The Marcia Blaine School For Girls: Halfway Into the Woods
Highpoint Lowlife

Comprised of three Glaswegian lads, The Marcia Blaine School For Girls (the name, incidentally, taken from the fictional school in the 1961 novel and film The Prime of Miss Jean Brodie) has crafted a marvelous collection, Halfway Into The Woods, that variously approximates a writhing, unstoppable dynamo and, at other times, a magisterial fairyland forest of nocturnal creatures. Though they've issued numerous of tracks on compilations and curated the superb Some Paths Lead Back Again a few years back, Halfway Into The Woods is, surprisingly, the group's debut full-length release. The trio (who, individually, are connected to related outfits like The Village Orchestra, Production Unit, and Accrual) weaves multiple styles into a shape-shifting and always-captivating amalgam on the hour-long collection.

“The Secret of the Mezzanine” initiates the album with a sculpted wonderland of bulbous, burbling beats and droning organ chords, a perfect exemplar of organic electronica that sets forth from one aural locale and ends up in a radically different space (in a six-minute span, “Barbelith” sequentially visits African music, house, classical minimalism, and IDM). A single track often feels like a compendium of electronic music styles: “Boris,” for example, marries a serious funk pulse to dubby smears and washes, while “Loelet” offers a frenetic mutation of drum'n'bass swarm and epic tech-house. The group's not opposed to delicate moments either, as shown by the shimmering lattices and harp melodies that grace “Yugo or Iago” and “Pink Inside” respectively. The trio heavily focuses on building multi-layered structures, with the chanted vocals that surface in “Still” and “Yugo or Iago” treated as merely components of the tracks' overall design. Generally speaking, there's little to criticize, aside from overwrought jungle beats that negate the syncopated xylophone patterns that lend such urgency to “Rude Mechanicals.”

The album is not only refreshingly unpredictable but also exudes humanity and warmth despite being thoroughly grounded in electronic production methods. The group's music might call to mind Boards of Canada or Autechre at one moment or another but, cumulatively, Halfway Into The Woods affirms itself as The Marcia Blaine School For Girls' singularly unique project and no one else's.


TASK TO COMPLETE. Repeat nothing but the lines below running from the one containing "Task: Click on the button: Bus Route" to the one containing "The height and width of the screenshot is (620, 1286).". Keep both end lines.

### MATERIAL PROVIDED

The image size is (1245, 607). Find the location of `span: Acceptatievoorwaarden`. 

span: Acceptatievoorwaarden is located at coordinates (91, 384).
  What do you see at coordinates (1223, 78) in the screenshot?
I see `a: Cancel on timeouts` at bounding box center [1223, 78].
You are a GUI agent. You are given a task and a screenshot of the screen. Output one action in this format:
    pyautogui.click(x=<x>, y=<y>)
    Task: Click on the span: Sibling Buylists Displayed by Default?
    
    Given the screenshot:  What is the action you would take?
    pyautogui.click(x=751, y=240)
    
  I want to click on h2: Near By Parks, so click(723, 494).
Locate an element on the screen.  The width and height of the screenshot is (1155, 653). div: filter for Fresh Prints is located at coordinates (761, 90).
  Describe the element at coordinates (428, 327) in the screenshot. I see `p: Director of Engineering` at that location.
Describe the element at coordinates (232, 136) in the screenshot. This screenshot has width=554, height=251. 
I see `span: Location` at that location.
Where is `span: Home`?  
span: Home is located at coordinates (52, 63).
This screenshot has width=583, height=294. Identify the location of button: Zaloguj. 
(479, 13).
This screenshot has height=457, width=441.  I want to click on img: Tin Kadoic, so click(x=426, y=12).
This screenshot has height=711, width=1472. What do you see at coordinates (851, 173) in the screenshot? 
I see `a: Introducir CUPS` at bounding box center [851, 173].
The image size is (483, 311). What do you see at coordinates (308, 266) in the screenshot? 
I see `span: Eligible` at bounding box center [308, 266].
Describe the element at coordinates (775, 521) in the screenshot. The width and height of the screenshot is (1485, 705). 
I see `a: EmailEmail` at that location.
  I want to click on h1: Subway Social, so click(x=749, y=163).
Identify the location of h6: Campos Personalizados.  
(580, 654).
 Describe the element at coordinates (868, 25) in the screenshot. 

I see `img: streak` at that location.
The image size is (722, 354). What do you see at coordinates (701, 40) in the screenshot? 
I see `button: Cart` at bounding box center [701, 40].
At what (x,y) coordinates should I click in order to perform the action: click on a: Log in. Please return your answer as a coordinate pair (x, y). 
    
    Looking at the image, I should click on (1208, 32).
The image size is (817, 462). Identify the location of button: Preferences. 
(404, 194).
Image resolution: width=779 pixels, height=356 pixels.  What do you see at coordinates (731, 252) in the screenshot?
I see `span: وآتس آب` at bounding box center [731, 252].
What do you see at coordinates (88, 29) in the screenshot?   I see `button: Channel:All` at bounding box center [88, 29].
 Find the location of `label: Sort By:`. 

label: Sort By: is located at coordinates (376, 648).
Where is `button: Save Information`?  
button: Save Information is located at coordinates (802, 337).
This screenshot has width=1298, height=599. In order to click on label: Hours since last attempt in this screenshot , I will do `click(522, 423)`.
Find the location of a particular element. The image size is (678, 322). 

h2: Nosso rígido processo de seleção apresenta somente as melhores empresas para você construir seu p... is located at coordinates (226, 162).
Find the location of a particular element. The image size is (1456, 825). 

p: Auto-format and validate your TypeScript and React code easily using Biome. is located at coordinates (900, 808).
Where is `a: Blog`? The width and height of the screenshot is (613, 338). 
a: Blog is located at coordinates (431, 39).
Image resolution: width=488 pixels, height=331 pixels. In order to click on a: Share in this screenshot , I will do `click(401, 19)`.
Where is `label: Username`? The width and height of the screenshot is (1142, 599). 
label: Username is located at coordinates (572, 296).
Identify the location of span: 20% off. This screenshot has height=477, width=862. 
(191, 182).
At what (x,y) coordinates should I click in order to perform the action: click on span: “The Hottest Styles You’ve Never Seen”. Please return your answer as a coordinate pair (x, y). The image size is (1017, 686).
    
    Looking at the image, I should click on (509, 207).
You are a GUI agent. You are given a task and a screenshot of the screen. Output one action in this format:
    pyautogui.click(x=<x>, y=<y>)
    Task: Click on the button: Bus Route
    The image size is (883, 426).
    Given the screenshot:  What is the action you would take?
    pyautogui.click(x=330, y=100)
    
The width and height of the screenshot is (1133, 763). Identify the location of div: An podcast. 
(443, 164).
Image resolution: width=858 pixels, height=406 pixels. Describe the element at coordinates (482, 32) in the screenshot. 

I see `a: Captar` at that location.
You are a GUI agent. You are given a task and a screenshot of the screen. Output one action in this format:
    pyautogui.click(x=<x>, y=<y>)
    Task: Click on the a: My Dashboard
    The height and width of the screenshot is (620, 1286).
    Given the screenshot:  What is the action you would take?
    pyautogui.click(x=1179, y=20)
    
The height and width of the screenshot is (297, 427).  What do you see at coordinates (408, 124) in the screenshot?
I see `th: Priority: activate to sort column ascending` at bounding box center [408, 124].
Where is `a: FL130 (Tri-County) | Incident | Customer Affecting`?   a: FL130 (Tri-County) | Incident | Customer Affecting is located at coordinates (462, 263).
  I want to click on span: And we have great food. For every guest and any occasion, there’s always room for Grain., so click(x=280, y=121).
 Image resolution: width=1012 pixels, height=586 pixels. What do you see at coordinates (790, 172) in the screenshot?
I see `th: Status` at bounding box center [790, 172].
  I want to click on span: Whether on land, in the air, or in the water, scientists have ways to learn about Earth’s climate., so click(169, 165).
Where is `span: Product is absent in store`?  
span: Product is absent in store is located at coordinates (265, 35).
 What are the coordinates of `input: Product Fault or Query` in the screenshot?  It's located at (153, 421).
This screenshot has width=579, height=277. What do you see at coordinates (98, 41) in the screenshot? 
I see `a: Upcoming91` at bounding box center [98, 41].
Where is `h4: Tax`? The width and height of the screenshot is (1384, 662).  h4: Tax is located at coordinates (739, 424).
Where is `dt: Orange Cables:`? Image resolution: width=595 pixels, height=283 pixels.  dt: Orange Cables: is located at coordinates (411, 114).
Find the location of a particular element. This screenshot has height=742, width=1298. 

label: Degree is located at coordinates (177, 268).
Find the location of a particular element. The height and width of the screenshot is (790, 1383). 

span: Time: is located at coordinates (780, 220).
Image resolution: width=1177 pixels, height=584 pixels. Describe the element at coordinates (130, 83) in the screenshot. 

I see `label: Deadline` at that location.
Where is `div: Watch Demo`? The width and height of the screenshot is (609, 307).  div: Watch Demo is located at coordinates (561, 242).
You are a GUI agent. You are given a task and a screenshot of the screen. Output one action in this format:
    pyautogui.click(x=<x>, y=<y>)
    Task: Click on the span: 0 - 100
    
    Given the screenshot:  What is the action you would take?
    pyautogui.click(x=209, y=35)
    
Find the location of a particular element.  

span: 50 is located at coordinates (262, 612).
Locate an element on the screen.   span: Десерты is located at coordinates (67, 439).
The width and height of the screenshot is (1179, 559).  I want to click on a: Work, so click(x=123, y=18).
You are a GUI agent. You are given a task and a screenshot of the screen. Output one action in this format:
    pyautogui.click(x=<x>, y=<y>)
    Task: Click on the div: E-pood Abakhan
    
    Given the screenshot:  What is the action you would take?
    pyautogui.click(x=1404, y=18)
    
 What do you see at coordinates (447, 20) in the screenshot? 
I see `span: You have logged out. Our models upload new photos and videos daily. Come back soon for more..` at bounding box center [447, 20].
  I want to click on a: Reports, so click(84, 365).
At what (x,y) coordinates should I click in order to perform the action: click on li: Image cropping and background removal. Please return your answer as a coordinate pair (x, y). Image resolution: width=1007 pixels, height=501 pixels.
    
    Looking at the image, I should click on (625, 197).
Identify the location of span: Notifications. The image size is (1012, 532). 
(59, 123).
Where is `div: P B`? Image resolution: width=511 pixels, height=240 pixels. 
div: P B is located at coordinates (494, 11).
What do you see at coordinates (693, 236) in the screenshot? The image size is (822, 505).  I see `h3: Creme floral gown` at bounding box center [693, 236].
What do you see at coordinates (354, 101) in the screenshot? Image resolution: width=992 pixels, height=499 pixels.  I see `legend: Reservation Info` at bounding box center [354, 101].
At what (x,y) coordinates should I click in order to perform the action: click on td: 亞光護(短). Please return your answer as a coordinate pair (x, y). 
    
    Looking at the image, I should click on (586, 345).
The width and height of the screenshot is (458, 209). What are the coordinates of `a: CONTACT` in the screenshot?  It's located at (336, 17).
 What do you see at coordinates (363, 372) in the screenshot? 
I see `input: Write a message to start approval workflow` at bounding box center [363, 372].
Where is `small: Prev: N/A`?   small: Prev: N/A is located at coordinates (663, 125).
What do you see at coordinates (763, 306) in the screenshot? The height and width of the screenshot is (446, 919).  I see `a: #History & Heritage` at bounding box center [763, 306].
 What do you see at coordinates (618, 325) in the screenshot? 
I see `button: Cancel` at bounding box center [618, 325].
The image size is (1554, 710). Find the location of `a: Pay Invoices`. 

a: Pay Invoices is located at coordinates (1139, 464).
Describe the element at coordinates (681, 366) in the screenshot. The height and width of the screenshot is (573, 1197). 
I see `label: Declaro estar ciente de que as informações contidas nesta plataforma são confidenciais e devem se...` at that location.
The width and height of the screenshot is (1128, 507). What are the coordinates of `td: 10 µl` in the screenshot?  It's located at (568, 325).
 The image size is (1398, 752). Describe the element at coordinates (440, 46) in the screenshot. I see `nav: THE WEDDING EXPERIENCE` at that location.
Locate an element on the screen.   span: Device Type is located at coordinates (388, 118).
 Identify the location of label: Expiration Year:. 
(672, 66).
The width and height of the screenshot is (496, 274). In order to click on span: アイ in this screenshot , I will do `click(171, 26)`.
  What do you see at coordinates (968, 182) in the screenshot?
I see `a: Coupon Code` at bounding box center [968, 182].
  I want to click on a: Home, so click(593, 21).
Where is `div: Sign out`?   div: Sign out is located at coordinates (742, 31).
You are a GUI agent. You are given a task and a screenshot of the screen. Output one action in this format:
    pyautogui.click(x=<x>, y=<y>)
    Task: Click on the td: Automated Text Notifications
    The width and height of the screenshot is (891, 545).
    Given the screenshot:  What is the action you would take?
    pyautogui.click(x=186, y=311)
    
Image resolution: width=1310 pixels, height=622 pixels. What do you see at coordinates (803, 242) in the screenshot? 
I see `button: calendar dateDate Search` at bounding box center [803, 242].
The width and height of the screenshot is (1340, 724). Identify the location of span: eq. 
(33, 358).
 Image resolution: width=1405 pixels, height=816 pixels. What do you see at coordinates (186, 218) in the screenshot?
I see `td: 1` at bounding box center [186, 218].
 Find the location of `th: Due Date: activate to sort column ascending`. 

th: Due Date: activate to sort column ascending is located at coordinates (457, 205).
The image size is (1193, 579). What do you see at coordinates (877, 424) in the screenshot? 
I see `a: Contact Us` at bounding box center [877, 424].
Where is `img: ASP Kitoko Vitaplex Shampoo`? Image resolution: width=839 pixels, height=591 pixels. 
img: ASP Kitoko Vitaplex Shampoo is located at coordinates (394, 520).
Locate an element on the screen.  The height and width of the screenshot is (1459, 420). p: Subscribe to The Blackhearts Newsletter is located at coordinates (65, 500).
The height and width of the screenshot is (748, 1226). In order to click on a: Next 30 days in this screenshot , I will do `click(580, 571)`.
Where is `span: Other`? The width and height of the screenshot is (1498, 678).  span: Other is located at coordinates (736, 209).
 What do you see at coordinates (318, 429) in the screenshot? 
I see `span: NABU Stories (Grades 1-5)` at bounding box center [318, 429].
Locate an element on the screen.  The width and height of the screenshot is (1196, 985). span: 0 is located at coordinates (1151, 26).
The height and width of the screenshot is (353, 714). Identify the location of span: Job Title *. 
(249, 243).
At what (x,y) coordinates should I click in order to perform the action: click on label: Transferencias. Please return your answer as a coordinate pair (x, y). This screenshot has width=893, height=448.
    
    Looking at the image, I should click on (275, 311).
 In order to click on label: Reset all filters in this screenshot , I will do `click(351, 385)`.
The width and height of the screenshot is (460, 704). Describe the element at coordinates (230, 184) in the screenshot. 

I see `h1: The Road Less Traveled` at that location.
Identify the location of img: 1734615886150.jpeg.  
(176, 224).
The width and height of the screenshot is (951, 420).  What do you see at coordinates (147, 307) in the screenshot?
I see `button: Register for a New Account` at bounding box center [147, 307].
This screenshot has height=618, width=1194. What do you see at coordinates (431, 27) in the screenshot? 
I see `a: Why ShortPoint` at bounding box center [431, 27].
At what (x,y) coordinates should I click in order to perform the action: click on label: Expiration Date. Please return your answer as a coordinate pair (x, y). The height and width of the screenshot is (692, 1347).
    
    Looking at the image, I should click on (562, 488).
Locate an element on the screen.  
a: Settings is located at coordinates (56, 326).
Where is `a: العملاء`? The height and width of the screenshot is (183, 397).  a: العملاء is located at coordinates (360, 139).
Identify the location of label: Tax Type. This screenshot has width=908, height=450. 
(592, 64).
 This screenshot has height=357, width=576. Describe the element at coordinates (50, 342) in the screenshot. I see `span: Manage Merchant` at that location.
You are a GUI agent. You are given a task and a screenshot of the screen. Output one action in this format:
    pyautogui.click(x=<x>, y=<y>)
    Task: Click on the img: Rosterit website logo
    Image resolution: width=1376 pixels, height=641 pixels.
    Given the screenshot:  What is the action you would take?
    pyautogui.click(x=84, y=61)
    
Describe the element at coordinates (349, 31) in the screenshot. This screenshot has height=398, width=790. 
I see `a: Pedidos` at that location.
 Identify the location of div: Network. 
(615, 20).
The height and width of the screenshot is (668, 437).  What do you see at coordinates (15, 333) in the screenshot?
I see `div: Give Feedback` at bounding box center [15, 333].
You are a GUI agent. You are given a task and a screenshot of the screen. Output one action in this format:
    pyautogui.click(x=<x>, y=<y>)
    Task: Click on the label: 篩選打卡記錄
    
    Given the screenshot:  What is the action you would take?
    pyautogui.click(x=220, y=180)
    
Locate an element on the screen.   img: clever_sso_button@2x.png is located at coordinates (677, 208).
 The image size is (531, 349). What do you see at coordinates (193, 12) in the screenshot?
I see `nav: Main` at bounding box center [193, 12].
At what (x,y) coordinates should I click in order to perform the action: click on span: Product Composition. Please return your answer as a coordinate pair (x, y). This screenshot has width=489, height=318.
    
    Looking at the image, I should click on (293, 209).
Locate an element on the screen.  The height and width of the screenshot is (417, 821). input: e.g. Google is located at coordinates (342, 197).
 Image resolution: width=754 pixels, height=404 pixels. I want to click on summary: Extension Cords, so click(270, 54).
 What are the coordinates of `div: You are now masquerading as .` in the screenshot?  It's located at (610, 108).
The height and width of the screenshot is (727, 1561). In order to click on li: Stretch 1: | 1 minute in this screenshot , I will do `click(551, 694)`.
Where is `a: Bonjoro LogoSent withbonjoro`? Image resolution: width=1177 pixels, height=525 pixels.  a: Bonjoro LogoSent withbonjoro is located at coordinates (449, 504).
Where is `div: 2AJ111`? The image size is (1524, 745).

######

RESULT OF THE TASK.
    Task: Click on the button: Bus Route
    The image size is (883, 426).
    Given the screenshot:  What is the action you would take?
    pyautogui.click(x=330, y=100)
    
The width and height of the screenshot is (1133, 763). Identify the location of div: An podcast. 
(443, 164).
Image resolution: width=858 pixels, height=406 pixels. Describe the element at coordinates (482, 32) in the screenshot. 

I see `a: Captar` at that location.
You are a GUI agent. You are given a task and a screenshot of the screen. Output one action in this format:
    pyautogui.click(x=<x>, y=<y>)
    Task: Click on the a: My Dashboard
    The height and width of the screenshot is (620, 1286).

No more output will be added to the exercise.